My friend, Rabbi Michael Broyde, has published a carefully reasoned opinion as to why Orthodoxy should stay out of the devate surrounding the division of Jerusalem. Many of his points are well taken. Indeed, when I lived in the Golah, I studiously avoided making political statements. I must, however, take strong issue with the overall thrust of his argument. Herewith, a few points (expanded from the comment I posted):
A) The surrender of Jerusalem is part of an overallpolicy by the Secular establishment tro de-judaize Israel. That is an agenda that we must fight tooth and nail.
b)As for the Rav's famous speech in 1967, there is a stenographic record of the Rav zatzal's meeting with Amb. Yehuda Avner in which he categorically rejects handing territory to the PLO. The lecture in which he said otherwise referred to the sovereign Hashemite KIngdom of Jordan. (The Rov also never said it was a mitzva to give away the Kotel, as secular and religious Leftists argue.) To cite it in this context is not really relevant.
c) If we are to follow the Rav's positions on relations with other religions, we would take the time to study Islam and its attitude toward Jews, Israel and Jerusalem. If we did so, we would understand that there is absolutely nothing to discuss here. Nothing less than the dissolution of Israel and the acceptance of dhimmitude will satisfy ANY Arab regime. (The myth of secular or moderate Arabs really must go the way of the world.) This is the tragedy of our present situation. In addition, since we are in the midst of a world war against Jihadi Islam and Jews of every strip pay the price for Israel's existence, circumstances may well have changed fromthose that obtained three decades ago.
You have a wonderful Freudian typo: "stay out of the devate". Yes, the staying out of the debate of whether or not to redivide Jerusalem and perhaps lose control over the Temple Mount and the Western Well (for with no Israelis security presence on the Har Habayut, no Jew will be able to pray below at the Kotel) would be a deviation.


Your goal: Return the tail of the records exactly, starting from the line containing "Read all visible content and emit it as JSON." and ending with the final line.

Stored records
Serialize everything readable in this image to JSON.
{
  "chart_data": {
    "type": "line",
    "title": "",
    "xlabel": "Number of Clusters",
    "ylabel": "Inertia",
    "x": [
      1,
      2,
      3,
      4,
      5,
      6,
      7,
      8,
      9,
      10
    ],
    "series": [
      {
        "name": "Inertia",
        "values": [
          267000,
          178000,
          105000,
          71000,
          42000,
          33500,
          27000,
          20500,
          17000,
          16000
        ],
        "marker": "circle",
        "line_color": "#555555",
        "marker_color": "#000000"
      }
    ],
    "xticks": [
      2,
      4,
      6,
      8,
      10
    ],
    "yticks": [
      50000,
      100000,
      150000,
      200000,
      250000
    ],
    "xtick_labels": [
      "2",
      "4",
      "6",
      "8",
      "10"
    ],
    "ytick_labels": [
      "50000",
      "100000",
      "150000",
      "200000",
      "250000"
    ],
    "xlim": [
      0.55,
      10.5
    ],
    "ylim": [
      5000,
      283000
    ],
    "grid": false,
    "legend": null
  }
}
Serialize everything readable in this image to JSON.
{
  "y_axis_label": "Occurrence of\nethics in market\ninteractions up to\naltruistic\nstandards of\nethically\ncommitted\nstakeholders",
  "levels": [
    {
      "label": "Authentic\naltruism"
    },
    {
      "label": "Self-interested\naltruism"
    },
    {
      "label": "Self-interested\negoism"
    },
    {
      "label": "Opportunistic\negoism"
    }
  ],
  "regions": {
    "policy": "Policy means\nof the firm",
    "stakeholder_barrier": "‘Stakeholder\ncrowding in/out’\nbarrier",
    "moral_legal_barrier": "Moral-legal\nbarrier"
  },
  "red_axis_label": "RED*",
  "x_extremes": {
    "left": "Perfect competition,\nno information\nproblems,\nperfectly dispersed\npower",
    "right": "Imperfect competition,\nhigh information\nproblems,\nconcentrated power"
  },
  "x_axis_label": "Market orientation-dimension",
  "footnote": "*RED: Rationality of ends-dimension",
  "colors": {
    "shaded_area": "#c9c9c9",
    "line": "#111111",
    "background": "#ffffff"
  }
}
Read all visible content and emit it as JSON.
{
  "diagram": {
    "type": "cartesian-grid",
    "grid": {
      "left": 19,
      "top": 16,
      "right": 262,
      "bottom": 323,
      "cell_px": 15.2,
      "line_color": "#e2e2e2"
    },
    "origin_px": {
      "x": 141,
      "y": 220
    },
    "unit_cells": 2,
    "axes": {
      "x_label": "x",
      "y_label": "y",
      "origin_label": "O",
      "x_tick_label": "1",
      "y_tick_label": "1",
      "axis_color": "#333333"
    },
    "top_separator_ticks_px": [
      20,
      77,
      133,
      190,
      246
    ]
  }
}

Task output:
Read all visible content and emit it as JSON.
{
  "diagram": {
    "type": "cartesian-grid",
    "grid": {
      "left": 19,
      "top": 16,
      "right": 262,
      "bottom": 323,
      "cell_px": 15.2,
      "line_color": "#e2e2e2"
    },
    "origin_px": {
      "x": 141,
      "y": 220
    },
    "unit_cells": 2,
    "axes": {
      "x_label": "x",
      "y_label": "y",
      "origin_label": "O",
      "x_tick_label": "1",
      "y_tick_label": "1",
      "axis_color": "#333333"
    },
    "top_separator_ticks_px": [
      20,
      77,
      133,
      190,
      246
    ]
  }
}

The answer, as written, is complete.